By using the Chowberry app technology to CREATE a “LifeBox” by way of selecting from an array of listed fresh foods tagged with its nutritional and health benefits, beneficiaries are instinctively and subconsciously making healthy eating choices through our innovative active participatory learning approach.

In addition, the program mobilizes action by building awareness among school age students via a bespoke STEM curriculum showing the interconnected problems of food waste, nutrition and environment and challenge students to develop solutions that address these cross-cutting issues to be used as input in the LifeBox program.

A practical way is to arm the students with technology for gathering data on vulnerable households and fresh food markets or create tools like a recipe builders using STEM skills. Students will participate in a virtual co-creation scheme to create a “Nutrition Color Code” made of colors and symbols designed to be pasted on the LifeBox packages as they volunteer by helping package the boxes for delivery to vulnerable households, as a result, students learn more about nutrition, health and food in a real participatory way.

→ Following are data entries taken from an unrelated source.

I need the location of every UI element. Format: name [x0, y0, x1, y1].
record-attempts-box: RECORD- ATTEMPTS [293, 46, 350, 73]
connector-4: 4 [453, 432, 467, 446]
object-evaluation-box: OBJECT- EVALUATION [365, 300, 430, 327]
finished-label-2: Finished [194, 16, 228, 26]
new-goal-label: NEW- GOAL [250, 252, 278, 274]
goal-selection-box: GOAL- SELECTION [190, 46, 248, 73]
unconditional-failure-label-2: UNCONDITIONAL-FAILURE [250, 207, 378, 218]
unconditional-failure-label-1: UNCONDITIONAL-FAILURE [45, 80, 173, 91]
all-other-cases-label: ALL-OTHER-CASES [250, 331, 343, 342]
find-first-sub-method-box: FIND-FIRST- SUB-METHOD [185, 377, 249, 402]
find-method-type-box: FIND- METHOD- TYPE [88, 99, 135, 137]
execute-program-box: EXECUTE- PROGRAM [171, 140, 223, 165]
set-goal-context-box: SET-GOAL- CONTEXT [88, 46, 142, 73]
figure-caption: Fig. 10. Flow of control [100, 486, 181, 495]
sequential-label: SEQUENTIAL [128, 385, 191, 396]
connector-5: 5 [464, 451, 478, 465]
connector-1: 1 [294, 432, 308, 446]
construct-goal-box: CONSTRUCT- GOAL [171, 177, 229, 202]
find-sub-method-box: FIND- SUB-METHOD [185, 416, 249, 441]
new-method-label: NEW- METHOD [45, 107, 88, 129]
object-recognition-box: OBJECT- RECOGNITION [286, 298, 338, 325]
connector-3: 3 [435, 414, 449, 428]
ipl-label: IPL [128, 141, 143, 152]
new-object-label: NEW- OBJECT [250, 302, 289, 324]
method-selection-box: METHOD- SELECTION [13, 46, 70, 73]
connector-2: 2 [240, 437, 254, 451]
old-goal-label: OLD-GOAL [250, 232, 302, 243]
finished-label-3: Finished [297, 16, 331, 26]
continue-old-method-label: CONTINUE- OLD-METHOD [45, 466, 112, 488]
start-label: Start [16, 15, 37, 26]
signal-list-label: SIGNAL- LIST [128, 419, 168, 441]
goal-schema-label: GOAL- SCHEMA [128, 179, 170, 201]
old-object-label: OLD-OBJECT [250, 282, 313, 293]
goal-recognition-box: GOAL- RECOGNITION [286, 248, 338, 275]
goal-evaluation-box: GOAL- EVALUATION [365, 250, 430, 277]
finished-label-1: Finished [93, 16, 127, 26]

The target audience for the education and mobilization component is secondary school students (grades 6-12) in both formal (school classroom) and informal (after-school) learning environments. A second phase through a collaboration with our partners JASON.org can reach seven current and highly active partner school districts making the program accessible to over 327,000 youth in our target age range. Target communities are a mix of urban, suburban, and rural, and represent predominantly non-white (84%) and economically disadvantaged (63%) demographics.